- DATASET RECORDS:
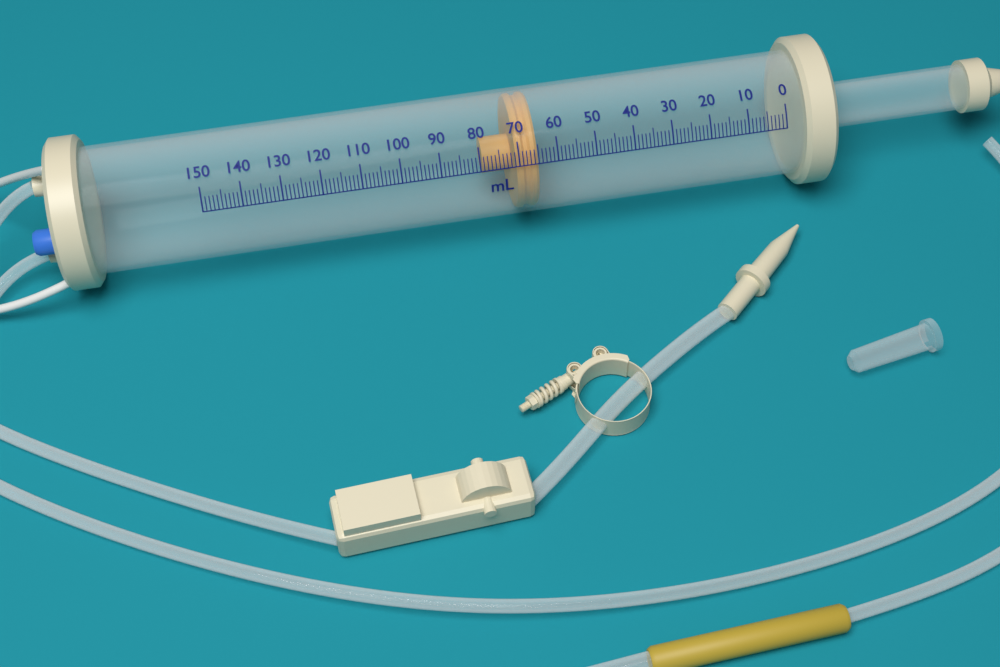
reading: 65 ml
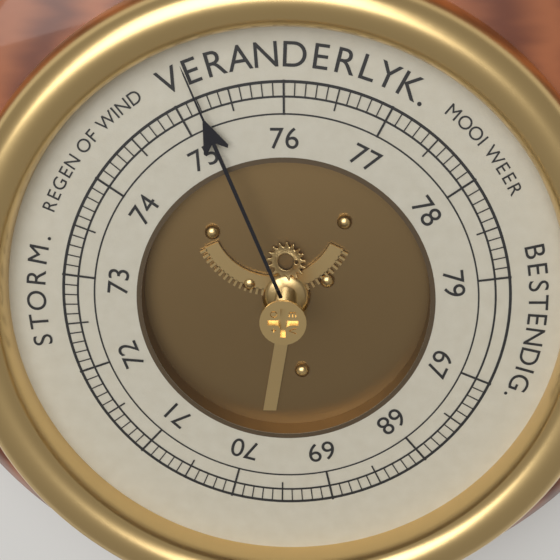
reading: 75.2 (no unit)
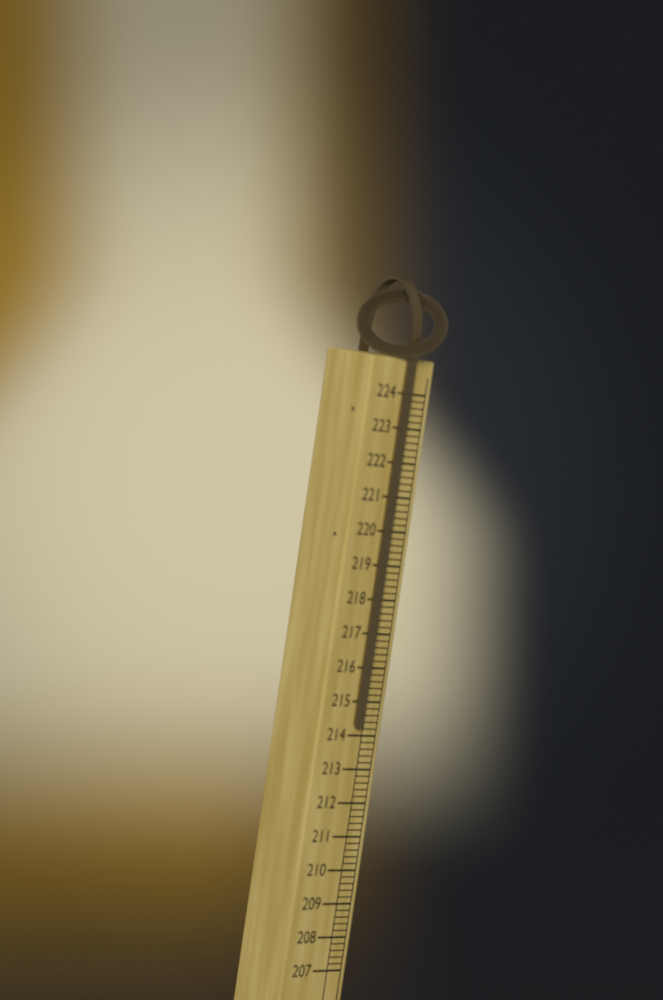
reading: 214.2 (no unit)
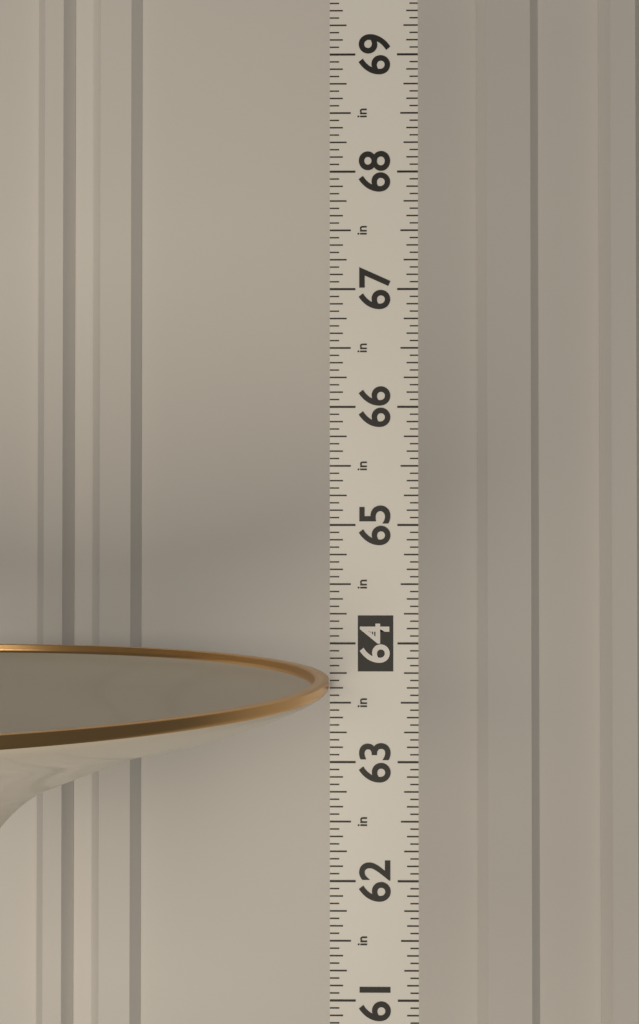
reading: 63.6875 in
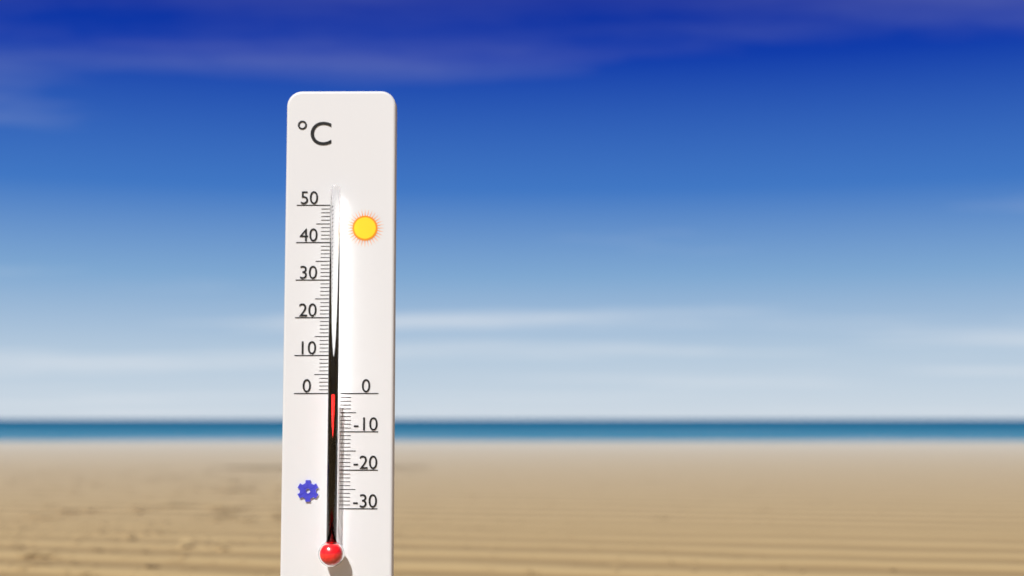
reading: 0 °C
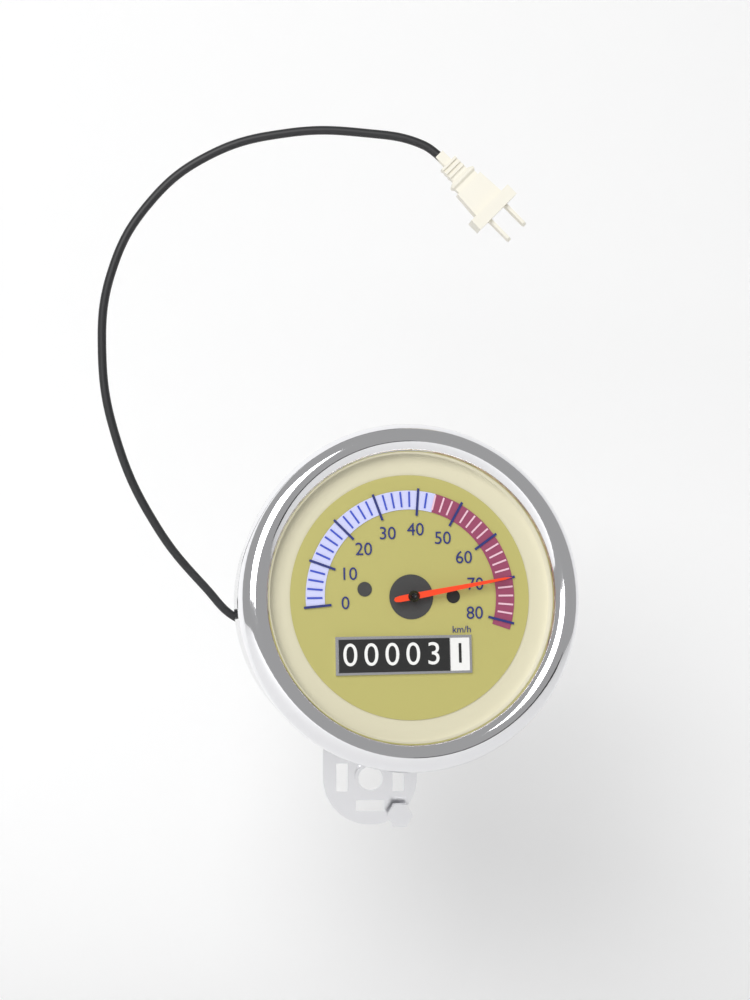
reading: 70 km/h
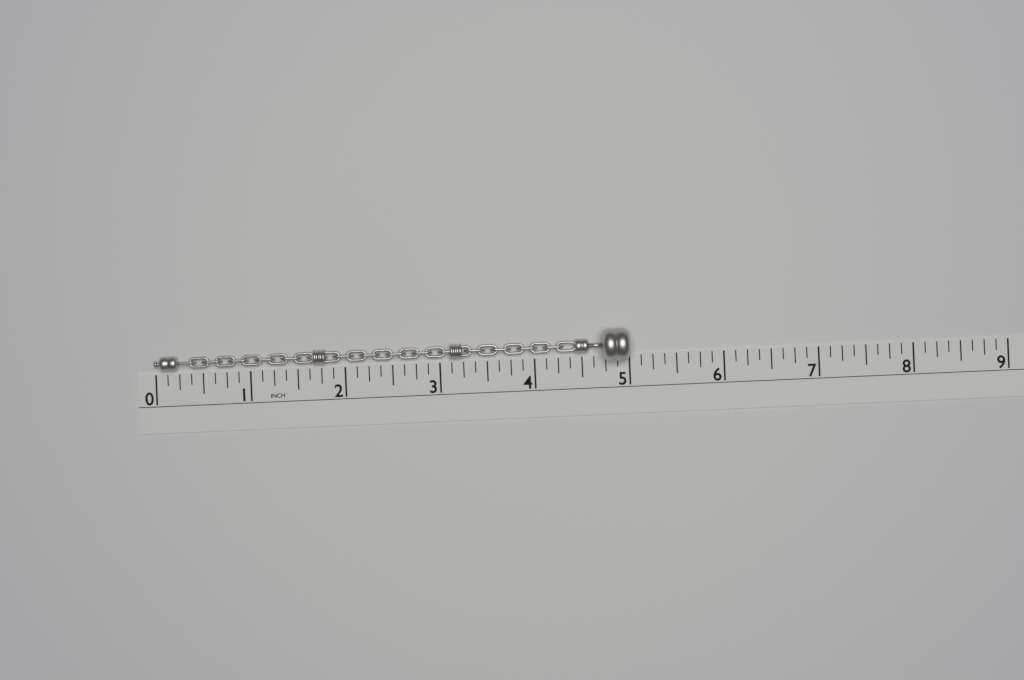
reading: 5.000 in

- YOUR GOAL: Set down every entry above verbatim, without pictures.

- WRITTEN SOLUTION:
reading: 65 ml
reading: 75.2 (no unit)
reading: 214.2 (no unit)
reading: 63.6875 in
reading: 0 °C
reading: 70 km/h
reading: 5.000 in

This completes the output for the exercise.